At first skeptical, Jodie soon comes to believe Melissa's assertion, especially after experiencing a flashback outlining how her older sister was going to be burned at the stake by torch-wielding locals until Melissa made a pact with the Devil to save her sister. That was over a century ago, and now Melissa is 127 years old, but not looking a day over her mid/late 20's, while her sister is cursed with being an insane crone with homicidal tendencies who is impossibly old and decrepit, but cannot die. The only way for Melissa to be freed from her bargain with darkness is to have sex with Jodie, but once the beast with two backs is inevitably made, Melissa physically accelerates to her true age, and with no other way to save her, Jodie makes the ultimate sacrifice...

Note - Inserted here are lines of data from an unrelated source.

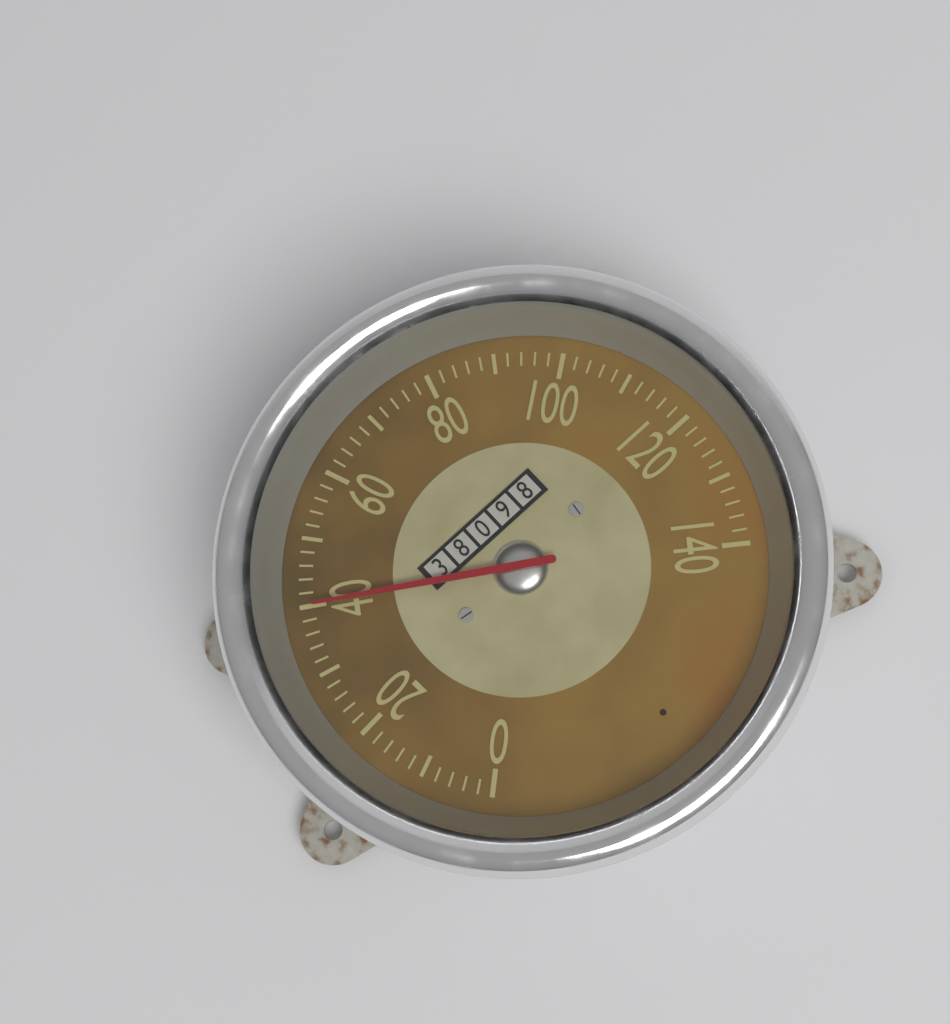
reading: 40 (no unit)
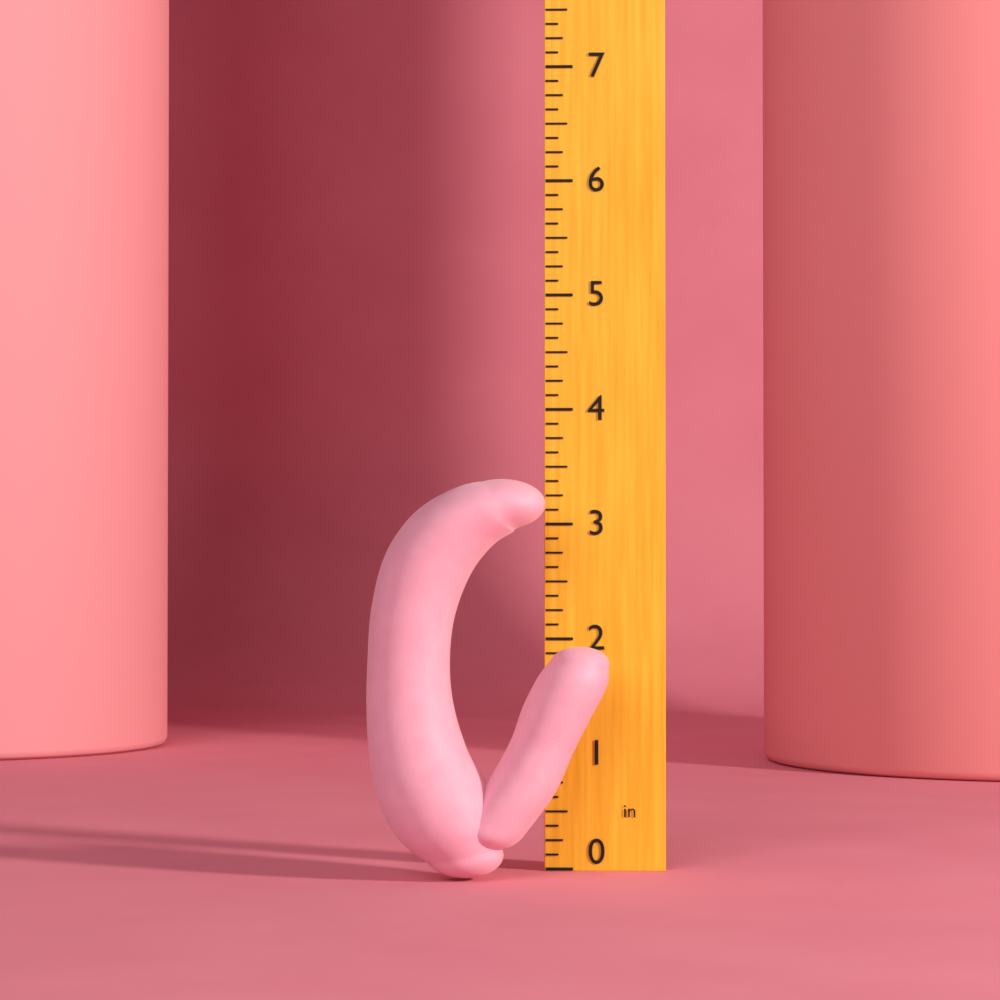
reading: 3.375 in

Like many others, I had never heard of THE TOUCH OF SATAN until it aired as fodder for MYSTERY SCIENCE THEATER 3000 mockery, but as I watched it in that showcase, I added it to my short list of films that did not deserve that treatment. Sure, it's slow-moving, suffers from wooden performances by unknowns, offers only the most meager displays of witchery, features ludicrous and poorly-delivered dialogue, and features not even two seconds of scares, but the overall concept was solid and would have benefited from a larger budget, more assured direction that didn't look like a bland run-of-the-mill made-for-TV movie (despite the cinematographer later going on to shoot BLADE RUNNER).
From the MYSTERY SCIENCE THEATER 3000 version: an example of the awful dialogue.

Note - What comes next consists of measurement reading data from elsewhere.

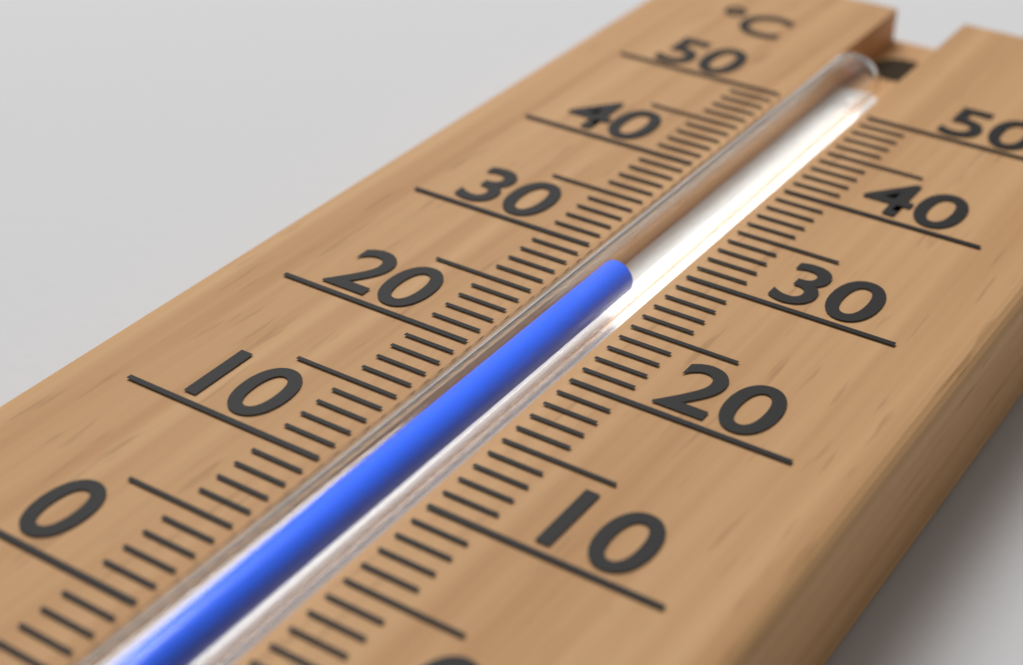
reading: 28 °C
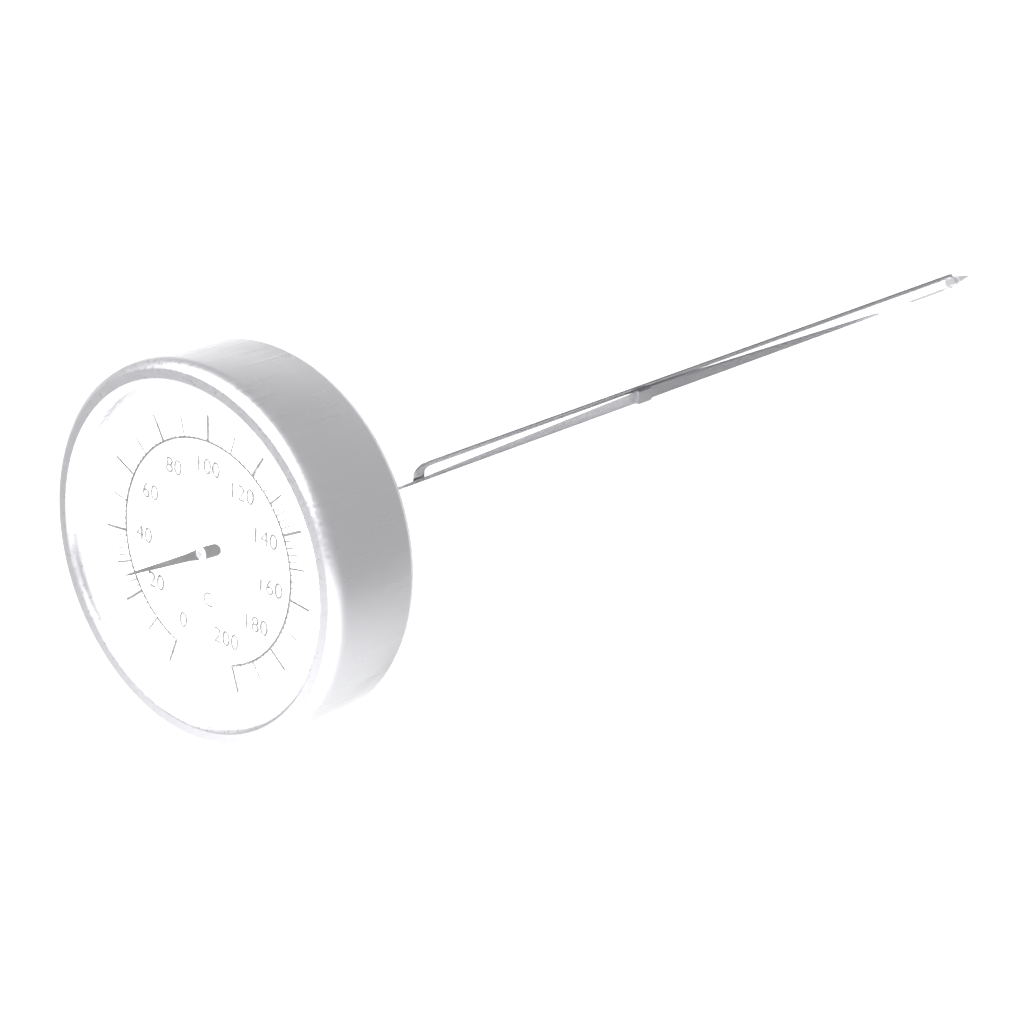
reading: 26 °C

It came out three years after the success of ROSEMARY'S BABY and two years before THE EXORCIST opened an international floodgate of "devil junk" cash-ins, so its conceptual merits stood no chance of being remembered in the in-between space separating the tale of a woman facing the ultimate betrayal and being used as Satan's broodmare and the matter-of-fact super-graphic depiction of a 12-year-old girl's degradation and transgressions while possessed by a nasty Assyrian demon. It has a certain. amount of heart and originality, but there's no real spark here or any moment in which it indelibly burns itself into the viewer's memory. That said, it's definitely worth a look as a mild satanic curiosity.